On p.557 of Steven Landburg’s Price Theory and Applications (6th international edition), I find this:
It is widely believed that Treasury bills carry essentially no default risk and that the U.S. Treasury has never defaulted on its obligations. This is untrue. For example, the Treasury defaulted on bill #GS7-2-179-46-6606-1.
In order to purchase a Treasury bill at auction, the investor (that is, the buyer of the bond) must submit a payment equal to the full face value of the bond. Following the auction, the discount is supposed to be returned to the investor immediately. [...]
One unfortunate investor followed this procedure. His discount, approximately $1,100, was not returned. Following a series of inquiries, the Treasury took the remarkable position that although the default was entirely due to its own clerical errors, there was a strong possibility that the errors were irreparable and that the discount would never be paid. It required nearly nine months, considerable expense on the investor’s part, and the intervention of several senators and congressmen before the Treasury met its obligation. Even then, the Treasury refused to pay interest for the nine months in which it unlawfully held the funds.
The frequency of such occurences is not known. This particular investor went on to write a textbook on price theory, yielding a bit more publicity than might ordinarily be expected. [...]
Only a few pages later (p. 562), Landsburg claims that we are to be indifferent between taxation and government debt as means to government spending (not considering the object of spending) partially because “You can earn the same rate on your savings by the simple expedient of buying Treasury bills.” The cognitive dissonance is deafening.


From the first line to the last, copy the data below word for word.

---------- GIVEN DATA

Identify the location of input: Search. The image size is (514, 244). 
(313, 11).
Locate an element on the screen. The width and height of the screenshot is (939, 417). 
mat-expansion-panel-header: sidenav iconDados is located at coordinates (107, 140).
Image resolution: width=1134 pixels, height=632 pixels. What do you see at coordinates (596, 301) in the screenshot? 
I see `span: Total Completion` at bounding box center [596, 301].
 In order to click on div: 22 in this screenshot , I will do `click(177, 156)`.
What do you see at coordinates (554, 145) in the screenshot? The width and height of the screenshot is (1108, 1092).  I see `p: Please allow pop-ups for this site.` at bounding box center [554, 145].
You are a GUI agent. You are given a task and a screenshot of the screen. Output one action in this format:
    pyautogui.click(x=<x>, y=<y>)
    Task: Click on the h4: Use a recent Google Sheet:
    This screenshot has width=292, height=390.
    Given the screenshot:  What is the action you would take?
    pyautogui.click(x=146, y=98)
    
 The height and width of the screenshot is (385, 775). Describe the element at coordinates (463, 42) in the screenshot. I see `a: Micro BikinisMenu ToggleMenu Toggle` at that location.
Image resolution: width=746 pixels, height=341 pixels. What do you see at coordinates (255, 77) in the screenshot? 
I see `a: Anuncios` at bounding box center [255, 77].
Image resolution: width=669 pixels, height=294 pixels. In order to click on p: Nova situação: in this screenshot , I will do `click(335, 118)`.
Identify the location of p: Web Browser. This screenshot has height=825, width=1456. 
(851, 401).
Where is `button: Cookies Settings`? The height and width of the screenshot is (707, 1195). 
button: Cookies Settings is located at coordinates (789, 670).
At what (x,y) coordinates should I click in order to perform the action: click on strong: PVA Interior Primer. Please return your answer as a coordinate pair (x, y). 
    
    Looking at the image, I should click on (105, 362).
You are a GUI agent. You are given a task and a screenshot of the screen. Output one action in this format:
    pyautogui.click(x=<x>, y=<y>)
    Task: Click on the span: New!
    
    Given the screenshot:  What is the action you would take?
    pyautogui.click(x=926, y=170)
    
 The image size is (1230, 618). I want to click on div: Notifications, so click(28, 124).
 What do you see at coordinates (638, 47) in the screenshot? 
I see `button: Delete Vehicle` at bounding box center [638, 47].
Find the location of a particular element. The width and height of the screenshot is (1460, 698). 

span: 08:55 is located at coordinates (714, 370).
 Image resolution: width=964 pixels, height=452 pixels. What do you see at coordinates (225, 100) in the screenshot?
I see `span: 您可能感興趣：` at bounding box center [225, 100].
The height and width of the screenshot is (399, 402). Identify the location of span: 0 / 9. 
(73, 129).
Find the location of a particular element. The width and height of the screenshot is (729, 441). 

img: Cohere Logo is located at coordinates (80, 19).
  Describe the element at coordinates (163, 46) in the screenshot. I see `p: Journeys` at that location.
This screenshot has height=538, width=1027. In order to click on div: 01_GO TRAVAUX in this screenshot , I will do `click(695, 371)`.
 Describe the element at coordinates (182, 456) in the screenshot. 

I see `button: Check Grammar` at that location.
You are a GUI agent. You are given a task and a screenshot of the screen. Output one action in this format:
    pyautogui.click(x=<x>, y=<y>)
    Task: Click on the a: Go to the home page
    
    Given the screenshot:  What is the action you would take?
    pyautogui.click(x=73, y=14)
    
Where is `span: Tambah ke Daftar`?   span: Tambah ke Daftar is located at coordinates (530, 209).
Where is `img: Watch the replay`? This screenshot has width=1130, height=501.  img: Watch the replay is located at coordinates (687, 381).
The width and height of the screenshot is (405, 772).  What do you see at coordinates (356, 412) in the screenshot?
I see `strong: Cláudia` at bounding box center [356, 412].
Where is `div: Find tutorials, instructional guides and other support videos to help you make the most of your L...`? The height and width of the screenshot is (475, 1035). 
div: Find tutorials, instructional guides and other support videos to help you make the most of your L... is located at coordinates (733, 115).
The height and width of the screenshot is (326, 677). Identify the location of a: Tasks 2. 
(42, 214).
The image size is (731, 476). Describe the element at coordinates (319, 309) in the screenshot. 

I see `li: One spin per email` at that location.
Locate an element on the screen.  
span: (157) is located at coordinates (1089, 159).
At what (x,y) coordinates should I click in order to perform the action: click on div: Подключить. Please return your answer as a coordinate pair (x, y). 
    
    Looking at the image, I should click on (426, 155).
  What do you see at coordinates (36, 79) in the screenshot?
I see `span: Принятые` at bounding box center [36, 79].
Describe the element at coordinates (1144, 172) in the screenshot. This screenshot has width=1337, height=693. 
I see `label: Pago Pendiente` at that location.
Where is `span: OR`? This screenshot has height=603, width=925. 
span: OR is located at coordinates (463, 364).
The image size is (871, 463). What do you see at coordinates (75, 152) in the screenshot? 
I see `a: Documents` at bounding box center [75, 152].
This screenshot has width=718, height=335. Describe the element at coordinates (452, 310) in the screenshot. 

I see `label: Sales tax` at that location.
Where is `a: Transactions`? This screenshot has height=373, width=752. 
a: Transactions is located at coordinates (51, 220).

--------------------

## YOUR RESPONSE
Identify the location of input: Search. The image size is (514, 244). 
(313, 11).
Locate an element on the screen. The width and height of the screenshot is (939, 417). 
mat-expansion-panel-header: sidenav iconDados is located at coordinates (107, 140).
Image resolution: width=1134 pixels, height=632 pixels. What do you see at coordinates (596, 301) in the screenshot? 
I see `span: Total Completion` at bounding box center [596, 301].
 In order to click on div: 22 in this screenshot , I will do `click(177, 156)`.
What do you see at coordinates (554, 145) in the screenshot? The width and height of the screenshot is (1108, 1092).  I see `p: Please allow pop-ups for this site.` at bounding box center [554, 145].
You are a GUI agent. You are given a task and a screenshot of the screen. Output one action in this format:
    pyautogui.click(x=<x>, y=<y>)
    Task: Click on the h4: Use a recent Google Sheet:
    This screenshot has width=292, height=390.
    Given the screenshot:  What is the action you would take?
    pyautogui.click(x=146, y=98)
    
 The height and width of the screenshot is (385, 775). Describe the element at coordinates (463, 42) in the screenshot. I see `a: Micro BikinisMenu ToggleMenu Toggle` at that location.
Image resolution: width=746 pixels, height=341 pixels. What do you see at coordinates (255, 77) in the screenshot? 
I see `a: Anuncios` at bounding box center [255, 77].
Image resolution: width=669 pixels, height=294 pixels. In order to click on p: Nova situação: in this screenshot , I will do `click(335, 118)`.
Identify the location of p: Web Browser. This screenshot has height=825, width=1456. 
(851, 401).
Where is `button: Cookies Settings`? The height and width of the screenshot is (707, 1195). 
button: Cookies Settings is located at coordinates (789, 670).
At what (x,y) coordinates should I click in order to perform the action: click on strong: PVA Interior Primer. Please return your answer as a coordinate pair (x, y). 
    
    Looking at the image, I should click on (105, 362).
You are a GUI agent. You are given a task and a screenshot of the screen. Output one action in this format:
    pyautogui.click(x=<x>, y=<y>)
    Task: Click on the span: New!
    
    Given the screenshot:  What is the action you would take?
    pyautogui.click(x=926, y=170)
    
 The image size is (1230, 618). I want to click on div: Notifications, so click(28, 124).
 What do you see at coordinates (638, 47) in the screenshot? 
I see `button: Delete Vehicle` at bounding box center [638, 47].
Find the location of a particular element. The width and height of the screenshot is (1460, 698). 

span: 08:55 is located at coordinates (714, 370).
 Image resolution: width=964 pixels, height=452 pixels. What do you see at coordinates (225, 100) in the screenshot?
I see `span: 您可能感興趣：` at bounding box center [225, 100].
The height and width of the screenshot is (399, 402). Identify the location of span: 0 / 9. 
(73, 129).
Find the location of a particular element. The width and height of the screenshot is (729, 441). 

img: Cohere Logo is located at coordinates (80, 19).
  Describe the element at coordinates (163, 46) in the screenshot. I see `p: Journeys` at that location.
This screenshot has height=538, width=1027. In order to click on div: 01_GO TRAVAUX in this screenshot , I will do `click(695, 371)`.
 Describe the element at coordinates (182, 456) in the screenshot. 

I see `button: Check Grammar` at that location.
You are a GUI agent. You are given a task and a screenshot of the screen. Output one action in this format:
    pyautogui.click(x=<x>, y=<y>)
    Task: Click on the a: Go to the home page
    
    Given the screenshot:  What is the action you would take?
    pyautogui.click(x=73, y=14)
    
Where is `span: Tambah ke Daftar`?   span: Tambah ke Daftar is located at coordinates (530, 209).
Where is `img: Watch the replay`? This screenshot has width=1130, height=501.  img: Watch the replay is located at coordinates (687, 381).
The width and height of the screenshot is (405, 772).  What do you see at coordinates (356, 412) in the screenshot?
I see `strong: Cláudia` at bounding box center [356, 412].
Where is `div: Find tutorials, instructional guides and other support videos to help you make the most of your L...`? The height and width of the screenshot is (475, 1035). 
div: Find tutorials, instructional guides and other support videos to help you make the most of your L... is located at coordinates (733, 115).
The height and width of the screenshot is (326, 677). Identify the location of a: Tasks 2. 
(42, 214).
The image size is (731, 476). Describe the element at coordinates (319, 309) in the screenshot. 

I see `li: One spin per email` at that location.
Locate an element on the screen.  
span: (157) is located at coordinates (1089, 159).
At what (x,y) coordinates should I click in order to perform the action: click on div: Подключить. Please return your answer as a coordinate pair (x, y). 
    
    Looking at the image, I should click on (426, 155).
  What do you see at coordinates (36, 79) in the screenshot?
I see `span: Принятые` at bounding box center [36, 79].
Describe the element at coordinates (1144, 172) in the screenshot. This screenshot has width=1337, height=693. 
I see `label: Pago Pendiente` at that location.
Where is `span: OR`? This screenshot has height=603, width=925. 
span: OR is located at coordinates (463, 364).
The image size is (871, 463). What do you see at coordinates (75, 152) in the screenshot? 
I see `a: Documents` at bounding box center [75, 152].
This screenshot has width=718, height=335. Describe the element at coordinates (452, 310) in the screenshot. 

I see `label: Sales tax` at that location.
Where is `a: Transactions`? This screenshot has height=373, width=752. 
a: Transactions is located at coordinates (51, 220).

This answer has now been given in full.